The timing matters. Council is currently managing a high volume of post-flood resilience projects — many of them tied to the ongoing 2019 flood recovery program — that depend on accurate photographic records for progress reporting to the Queensland Reconstruction Authority. Duplicate entries in the asset library create version-control confusion, meaning field officers and project managers can end up referencing outdated site photographs when preparing compliance documentation.

What Went Wrong and Where

The duplication problem is traced primarily to two workflows: the automated upload feed from council's fleet of infrastructure inspection vehicles operating across suburbs including Cranbrook and Thuringowa Central, and a batch import conducted in March 2026 when the council migrated records from its legacy TRIM system to the newer Technology One platform. That migration pulled roughly 18 months of photographs from shared drives maintained by the Townsville Water and Waste division — the same division responsible for monitoring Ross River Dam catchment infrastructure — and failed to de-duplicate files before ingestion.

Council's Technology One environment now holds an estimated 4,200 redundant image files, according to the audit summary circulated to councillors at the June 30 ordinary meeting agenda. Storage costs for the council's cloud environment — hosted under a whole-of-government arrangement with the Queensland Government's CITEC infrastructure — are billed on a per-gigabyte basis, and the duplicate files are understood to account for several hundred gigabytes of unnecessary overhead. Council has not yet published the direct dollar figure for that storage blowout.

The Townsville City Libraries digital collections team at the Central Library on Denham Street has also been roped into the remediation effort. Staff there manage a parallel photographic archive of heritage images covering North Ward, Castle Hill precinct, and the Strand foreshore, and the audit found approximately 300 files from that collection had been incorrectly tagged and duplicated into the council's infrastructure asset system during the same March migration batch.

The Fix, and What Residents Should Know

Council's IT division has engaged a Brisbane-based digital asset management consultancy to run a de-duplication script across the Technology One environment over a four-week period beginning July 7. The process involves checksum matching — comparing unique file fingerprints rather than just file names — which is more reliable than earlier manual reviews that missed near-identical files with slightly different metadata stamps.

Development applicants lodging building or planning applications through PD Online between July 7 and August 4 may experience slightly longer processing times for applications that include photographic site evidence, as staff manually verify image records during the transition. Council's planning administration team, based at the Sturt Street headquarters in the CBD, has been advised to flag any application with a photographic attachment for secondary review until the de-duplication work is certified complete.

For Townsville Water and Waste customers, the practical effect is minimal. The Ross River Dam monitoring data itself — water storage levels, inflow records, and catchment imagery — sits on a separate operational technology system and was not part of the affected migration batch.

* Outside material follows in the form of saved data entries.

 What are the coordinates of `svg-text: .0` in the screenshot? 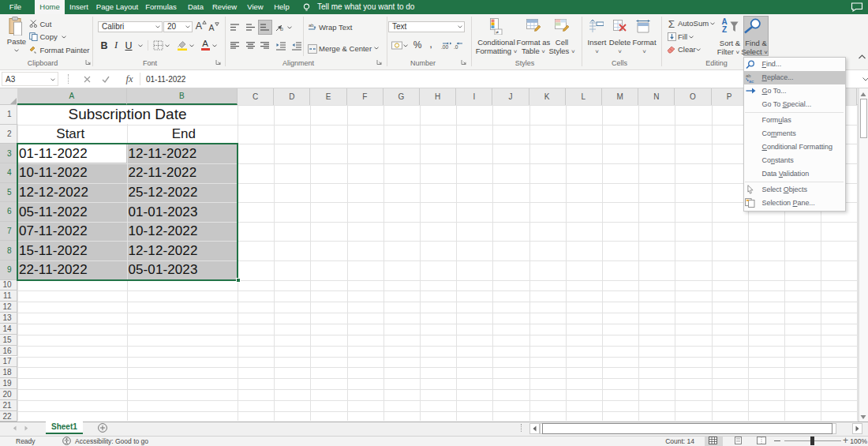 It's located at (456, 47).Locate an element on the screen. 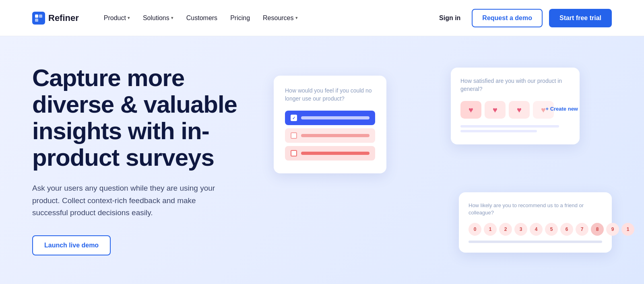 The height and width of the screenshot is (284, 644). card3-question: How likely are you to recommend us to a … is located at coordinates (535, 209).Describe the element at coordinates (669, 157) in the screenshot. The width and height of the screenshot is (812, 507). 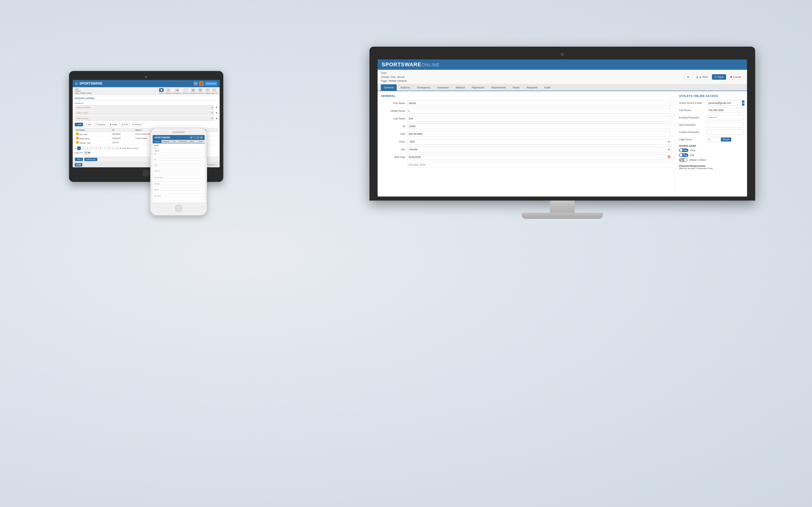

That system remains unaffected.

Organisations working with council on the hydrogen hub feasibility studies at the Port of Townsville precinct, and defence industry suppliers coordinating with the Lavarack Barracks and RAAF Base Townsville precincts, were separately notified by council's economic development office that the asset library issue does not affect tender documentation portals, which run on a distinct SharePoint environment.

Council's IT division has indicated a full post-remediation report will come before the August ordinary meeting. Residents and businesses with questions about specific development application delays can contact the planning administration team directly on the council's 1300 number or visit the Sturt Street customer service counter on weekdays between 8.30am and 4.30pm.